Stochastic Generative Process
Jump to navigation
Jump to search
A Stochastic Generative Process is a generative process that is a stochastic system.
- Context:
- It can be modeled by a Generative Statistical Model.
- See: Deterministic Generative Process, Predictive Model.
References
2014
- http://factorie.cs.umass.edu/usersguide/UsersGuide030Overview.html
- Undirected graphical models (also known as Markov random fields) represent a joint distribution over random variables by a product of unnormalized non-negative values (one value for each clique in the graph). They are convenient models for data in which it is not intuitive to impose an ordering on the variables' generative process.
1999
- (McCallum, 1999) ⇒ Andrew McCallum. (1999). “Multi-label Text Classification with a Mixture Model Trained by EM.” In: AAAI 99 Workshop on Text Learning.

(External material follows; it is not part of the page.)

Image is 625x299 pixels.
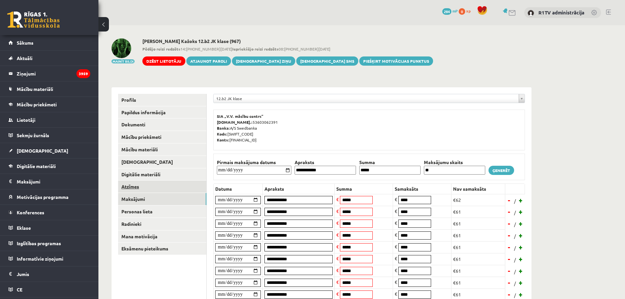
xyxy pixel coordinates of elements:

- QUOTE: We define a probabilistic generative model that represents the multi-label nature of a document by indicating that the words in a document are produced by a mixture of word distributions, one for each topic. The generative process begins by selecting the set of classes (instead of a single class) that will be the labels for this document; then producing a set of mixture weights for those classes; finally, each word in the document is generated by first selecting a class according to these mixture weights, then letting that class generate a single word. Classification uses Bayes rule and selects the class set that is most likely given the document.